The plot is a muddled tangle on nonsense where Conan is supposed to go and get a sacred axe of Mitra to use against the Stygians, and there are express elements of divine intervention which do not fit the Conan universe at all. Gods, like magic, are never present as real, tangible deities in Howard’s fiction, they are often spirits or monsters who are worshiped as gods, but are not anything of the sort. The quest for the axe plotline is a standard, high fantasy trope, and it doesn’t fit Conan at all.

Anderson’s prose is perfectly good, but he lacks any lightness or sense of adventure. The plot slogs along at a deathly slow pace, and it seems much, much longer than its 75,000 word length. The characterization of the hero is weak, and he spends a lot of time bantering with his band of scrappy misfits and being rescued from things the real Conan could have handled himself. All of these early pastiche writers completely lacked the sense of Conan’s primal, savage vitality and iron will. Conan won many battles just because he refused to give in, because he could endure pain and hardship no civilized man could withstand, and because his willpower enabled him to overcome sorcery and treachery.

None of that is in evidence here, and while I was expecting this one to be a bit better than the standard pastiche, it is really much, much worse. A dull, dragging bore of a book.


Monday, April 1, 2019

The Bones of Kings


Through storm and cruel seas, Shath the Iron-Handed dragged his boat to the shore and then climbed over the battered gunwale and set his feet upon the lands of his birth. This was no soft land for soft men, but the bitter realms of volcanic glass and poisoned fume that had long guarded the Horned Clans from invasion. Cruel winters had forced them southward, away from their homelands, until this had become their home. Harsh and cruel, where the soil itself was made of glass daggers and the rains burned flesh.

He stood knee-deep in the cold waters and pulled the meager supplies he still had from the boat, and then he let it go and saw it washed back out into the dark that clung to the waters before the red dawn. The night sky was alive with thousands of stars as well as the shards of the broken moon, and the light was silver upon the sky, while the land lay mired in shadow.

He carried a small bag slung over his shoulder, a little food tucked within along with the rolled, scraped skin of a sea monster. He carried two long knives sheathed in his rope belt, and he bore two hunting spears over his broad shoulder. His muscles ached from three days of battles with the sea, while his new right arm felt nothing. He waded up from the waters until he stood on black sands above the mark of the high tides, and he drove both spears into the sands and then knelt down and kissed the earth. Now he was returned, he would find the remains of his people, and he would gather them once more into an army.

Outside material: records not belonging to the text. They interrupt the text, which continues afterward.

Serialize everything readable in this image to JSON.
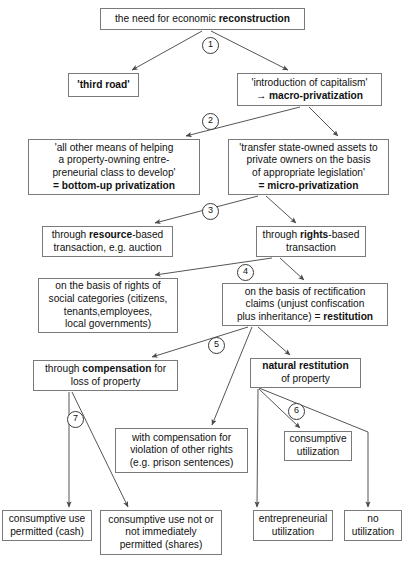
{
  "diagram": {
    "line_color": "#555555",
    "box_border_color": "#7a7a7a",
    "background": "#ffffff",
    "nodes": [
      {
        "id": "n1",
        "name": "node-need-for-reconstruction",
        "x": 100,
        "y": 8,
        "w": 205,
        "h": 22,
        "lines": [
          [
            {
              "t": "the need for economic ",
              "b": false
            },
            {
              "t": "reconstruction",
              "b": true
            }
          ]
        ]
      },
      {
        "id": "n2",
        "name": "node-third-road",
        "x": 68,
        "y": 73,
        "w": 71,
        "h": 24,
        "lines": [
          [
            {
              "t": "'third road'",
              "b": true
            }
          ]
        ]
      },
      {
        "id": "n3",
        "name": "node-introduction-of-capitalism",
        "x": 237,
        "y": 73,
        "w": 145,
        "h": 33,
        "lines": [
          [
            {
              "t": "'introduction of capitalism'",
              "b": false
            }
          ],
          [
            {
              "t": "→ ",
              "b": true
            },
            {
              "t": "macro-privatization",
              "b": true
            }
          ]
        ]
      },
      {
        "id": "n4",
        "name": "node-bottom-up-privatization",
        "x": 28,
        "y": 139,
        "w": 172,
        "h": 56,
        "lines": [
          [
            {
              "t": "'all other means of helping",
              "b": false
            }
          ],
          [
            {
              "t": "a property-owning entre-",
              "b": false
            }
          ],
          [
            {
              "t": "preneurial class to develop'",
              "b": false
            }
          ],
          [
            {
              "t": "= ",
              "b": true
            },
            {
              "t": "bottom-up privatization",
              "b": true
            }
          ]
        ]
      },
      {
        "id": "n5",
        "name": "node-micro-privatization",
        "x": 228,
        "y": 139,
        "w": 161,
        "h": 56,
        "lines": [
          [
            {
              "t": "'transfer state-owned assets to",
              "b": false
            }
          ],
          [
            {
              "t": "private owners on the basis",
              "b": false
            }
          ],
          [
            {
              "t": "of appropriate legislation'",
              "b": false
            }
          ],
          [
            {
              "t": "= ",
              "b": true
            },
            {
              "t": "micro-privatization",
              "b": true
            }
          ]
        ]
      },
      {
        "id": "n6",
        "name": "node-resource-based-transaction",
        "x": 42,
        "y": 226,
        "w": 131,
        "h": 31,
        "lines": [
          [
            {
              "t": "through ",
              "b": false
            },
            {
              "t": "resource",
              "b": true
            },
            {
              "t": "-based",
              "b": false
            }
          ],
          [
            {
              "t": "transaction, e.g. auction",
              "b": false
            }
          ]
        ]
      },
      {
        "id": "n7",
        "name": "node-rights-based-transaction",
        "x": 256,
        "y": 226,
        "w": 110,
        "h": 31,
        "lines": [
          [
            {
              "t": "through ",
              "b": false
            },
            {
              "t": "rights",
              "b": true
            },
            {
              "t": "-based",
              "b": false
            }
          ],
          [
            {
              "t": "transaction",
              "b": false
            }
          ]
        ]
      },
      {
        "id": "n8",
        "name": "node-rights-of-social-categories",
        "x": 38,
        "y": 278,
        "w": 140,
        "h": 55,
        "lines": [
          [
            {
              "t": "on the basis of rights of",
              "b": false
            }
          ],
          [
            {
              "t": "social categories (citizens,",
              "b": false
            }
          ],
          [
            {
              "t": "tenants,employees,",
              "b": false
            }
          ],
          [
            {
              "t": "local governments)",
              "b": false
            }
          ]
        ]
      },
      {
        "id": "n9",
        "name": "node-restitution",
        "x": 222,
        "y": 283,
        "w": 166,
        "h": 43,
        "lines": [
          [
            {
              "t": "on the basis of rectification",
              "b": false
            }
          ],
          [
            {
              "t": "claims (unjust confiscation",
              "b": false
            }
          ],
          [
            {
              "t": "plus inheritance) = ",
              "b": false
            },
            {
              "t": "restitution",
              "b": true
            }
          ]
        ]
      },
      {
        "id": "n10",
        "name": "node-through-compensation",
        "x": 33,
        "y": 360,
        "w": 145,
        "h": 31,
        "lines": [
          [
            {
              "t": "through ",
              "b": false
            },
            {
              "t": "compensation",
              "b": true
            },
            {
              "t": " for",
              "b": false
            }
          ],
          [
            {
              "t": "loss of property",
              "b": false
            }
          ]
        ]
      },
      {
        "id": "n11",
        "name": "node-natural-restitution",
        "x": 250,
        "y": 358,
        "w": 111,
        "h": 30,
        "lines": [
          [
            {
              "t": "natural restitution",
              "b": true
            }
          ],
          [
            {
              "t": "of property",
              "b": false
            }
          ]
        ]
      },
      {
        "id": "n12",
        "name": "node-compensation-other-rights",
        "x": 115,
        "y": 428,
        "w": 133,
        "h": 45,
        "lines": [
          [
            {
              "t": "with compensation for",
              "b": false
            }
          ],
          [
            {
              "t": "violation of other rights",
              "b": false
            }
          ],
          [
            {
              "t": "(e.g. prison sentences)",
              "b": false
            }
          ]
        ]
      },
      {
        "id": "n13",
        "name": "node-consumptive-utilization",
        "x": 284,
        "y": 431,
        "w": 68,
        "h": 30,
        "lines": [
          [
            {
              "t": "consumptive",
              "b": false
            }
          ],
          [
            {
              "t": "utilization",
              "b": false
            }
          ]
        ]
      },
      {
        "id": "n14",
        "name": "node-consumptive-use-permitted",
        "x": 2,
        "y": 510,
        "w": 90,
        "h": 31,
        "lines": [
          [
            {
              "t": "consumptive use",
              "b": false
            }
          ],
          [
            {
              "t": "permitted (cash)",
              "b": false
            }
          ]
        ]
      },
      {
        "id": "n15",
        "name": "node-consumptive-use-not-permitted",
        "x": 100,
        "y": 510,
        "w": 122,
        "h": 45,
        "lines": [
          [
            {
              "t": "consumptive use not or",
              "b": false
            }
          ],
          [
            {
              "t": "not immediately",
              "b": false
            }
          ],
          [
            {
              "t": "permitted (shares)",
              "b": false
            }
          ]
        ]
      },
      {
        "id": "n16",
        "name": "node-entrepreneurial-utilization",
        "x": 253,
        "y": 510,
        "w": 80,
        "h": 31,
        "lines": [
          [
            {
              "t": "entrepreneurial",
              "b": false
            }
          ],
          [
            {
              "t": "utilization",
              "b": false
            }
          ]
        ]
      },
      {
        "id": "n17",
        "name": "node-no-utilization",
        "x": 344,
        "y": 510,
        "w": 58,
        "h": 31,
        "lines": [
          [
            {
              "t": "no",
              "b": false
            }
          ],
          [
            {
              "t": "utilization",
              "b": false
            }
          ]
        ]
      }
    ],
    "markers": [
      {
        "id": "m1",
        "name": "step-marker-1",
        "label": "1",
        "x": 202,
        "y": 37
      },
      {
        "id": "m2",
        "name": "step-marker-2",
        "label": "2",
        "x": 202,
        "y": 113
      },
      {
        "id": "m3",
        "name": "step-marker-3",
        "label": "3",
        "x": 202,
        "y": 203
      },
      {
        "id": "m4",
        "name": "step-marker-4",
        "label": "4",
        "x": 237,
        "y": 264
      },
      {
        "id": "m5",
        "name": "step-marker-5",
        "label": "5",
        "x": 208,
        "y": 337
      },
      {
        "id": "m6",
        "name": "step-marker-6",
        "label": "6",
        "x": 288,
        "y": 403
      },
      {
        "id": "m7",
        "name": "step-marker-7",
        "label": "7",
        "x": 67,
        "y": 411
      }
    ],
    "edges": [
      {
        "name": "edge-need-to-third-road",
        "x1": 202,
        "y1": 31,
        "x2": 132,
        "y2": 70
      },
      {
        "name": "edge-need-to-capitalism",
        "x1": 211,
        "y1": 31,
        "x2": 288,
        "y2": 70
      },
      {
        "name": "edge-capitalism-to-bottom-up",
        "x1": 300,
        "y1": 107,
        "x2": 186,
        "y2": 136
      },
      {
        "name": "edge-capitalism-to-micro",
        "x1": 309,
        "y1": 107,
        "x2": 338,
        "y2": 136
      },
      {
        "name": "edge-micro-to-resource",
        "x1": 258,
        "y1": 196,
        "x2": 155,
        "y2": 223
      },
      {
        "name": "edge-micro-to-rights",
        "x1": 266,
        "y1": 196,
        "x2": 296,
        "y2": 223
      },
      {
        "name": "edge-rights-to-social",
        "x1": 272,
        "y1": 258,
        "x2": 155,
        "y2": 275
      },
      {
        "name": "edge-rights-to-restitution",
        "x1": 280,
        "y1": 258,
        "x2": 304,
        "y2": 280
      },
      {
        "name": "edge-restitution-to-compensation",
        "x1": 248,
        "y1": 327,
        "x2": 152,
        "y2": 357
      },
      {
        "name": "edge-restitution-to-other-rights",
        "x1": 252,
        "y1": 327,
        "x2": 212,
        "y2": 425
      },
      {
        "name": "edge-restitution-to-natural",
        "x1": 258,
        "y1": 327,
        "x2": 290,
        "y2": 355
      },
      {
        "name": "edge-compensation-to-use-permitted",
        "x1": 69,
        "y1": 392,
        "x2": 69,
        "y2": 507
      },
      {
        "name": "edge-compensation-to-use-not-permitted",
        "x1": 72,
        "y1": 392,
        "x2": 128,
        "y2": 507
      },
      {
        "name": "edge-natural-to-consumptive",
        "x1": 259,
        "y1": 389,
        "x2": 300,
        "y2": 428
      },
      {
        "name": "edge-natural-to-entrepreneurial",
        "x1": 258,
        "y1": 389,
        "x2": 257,
        "y2": 507
      },
      {
        "name": "edge-natural-to-no-utilization",
        "x1": 259,
        "y1": 388,
        "x2": 368,
        "y2": 507,
        "bend": [
          368,
          432
        ]
      }
    ]
  }
}
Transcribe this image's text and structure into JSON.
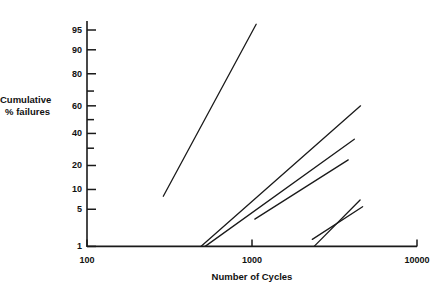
{
  "chart_data": {
    "type": "line",
    "title": "",
    "xlabel": "Number of Cycles",
    "ylabel": "Cumulative\n% failures",
    "xscale": "log",
    "yscale": "probability",
    "xlim": [
      100,
      10000
    ],
    "ylim": [
      1,
      99
    ],
    "grid": false,
    "legend": "none",
    "xticks": [
      {
        "value": 100,
        "label": "100"
      },
      {
        "value": 1000,
        "label": "1000"
      },
      {
        "value": 10000,
        "label": "10000"
      }
    ],
    "yticks": [
      {
        "value": 1,
        "label": "1"
      },
      {
        "value": 5,
        "label": "5"
      },
      {
        "value": 10,
        "label": "10"
      },
      {
        "value": 20,
        "label": "20"
      },
      {
        "value": 30,
        "label": ""
      },
      {
        "value": 40,
        "label": "40"
      },
      {
        "value": 50,
        "label": ""
      },
      {
        "value": 60,
        "label": "60"
      },
      {
        "value": 70,
        "label": ""
      },
      {
        "value": 80,
        "label": "80"
      },
      {
        "value": 90,
        "label": "90"
      },
      {
        "value": 95,
        "label": "95"
      }
    ],
    "series": [
      {
        "name": "line-1",
        "points": [
          {
            "x": 290,
            "y": 8
          },
          {
            "x": 1060,
            "y": 96
          }
        ]
      },
      {
        "name": "line-2",
        "points": [
          {
            "x": 490,
            "y": 1.0
          },
          {
            "x": 4550,
            "y": 60
          }
        ]
      },
      {
        "name": "line-3",
        "points": [
          {
            "x": 520,
            "y": 1.0
          },
          {
            "x": 4170,
            "y": 36
          }
        ]
      },
      {
        "name": "line-4",
        "points": [
          {
            "x": 1040,
            "y": 3.4
          },
          {
            "x": 3830,
            "y": 23
          }
        ]
      },
      {
        "name": "line-5",
        "points": [
          {
            "x": 2380,
            "y": 1.0
          },
          {
            "x": 4520,
            "y": 7.0
          }
        ]
      },
      {
        "name": "line-6",
        "points": [
          {
            "x": 2320,
            "y": 1.4
          },
          {
            "x": 4680,
            "y": 5.5
          }
        ]
      }
    ]
  },
  "axis": {
    "y_title": "Cumulative\n% failures",
    "x_title": "Number of Cycles",
    "x_tick_labels": [
      "100",
      "1000",
      "10000"
    ],
    "y_tick_labels": [
      "95",
      "90",
      "80",
      "60",
      "40",
      "20",
      "10",
      "5",
      "1"
    ]
  },
  "style": {
    "line_color": "#1a1a1a",
    "axis_color": "#1a1a1a",
    "background": "#ffffff",
    "text_color": "#111111"
  }
}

Shath knew where his people would go, for there was one holy place where they would gather if they were driven away. He turned his head to face true north and walked, careless of rest and contemptuous of weakness. He was of the Horned Clans, and he would not give way before his own privations. He was made of iron and of wrath; he was a son of wind and cold and the howls of war. He feared nothing, not death nor pain nor the devils of a thousand ages.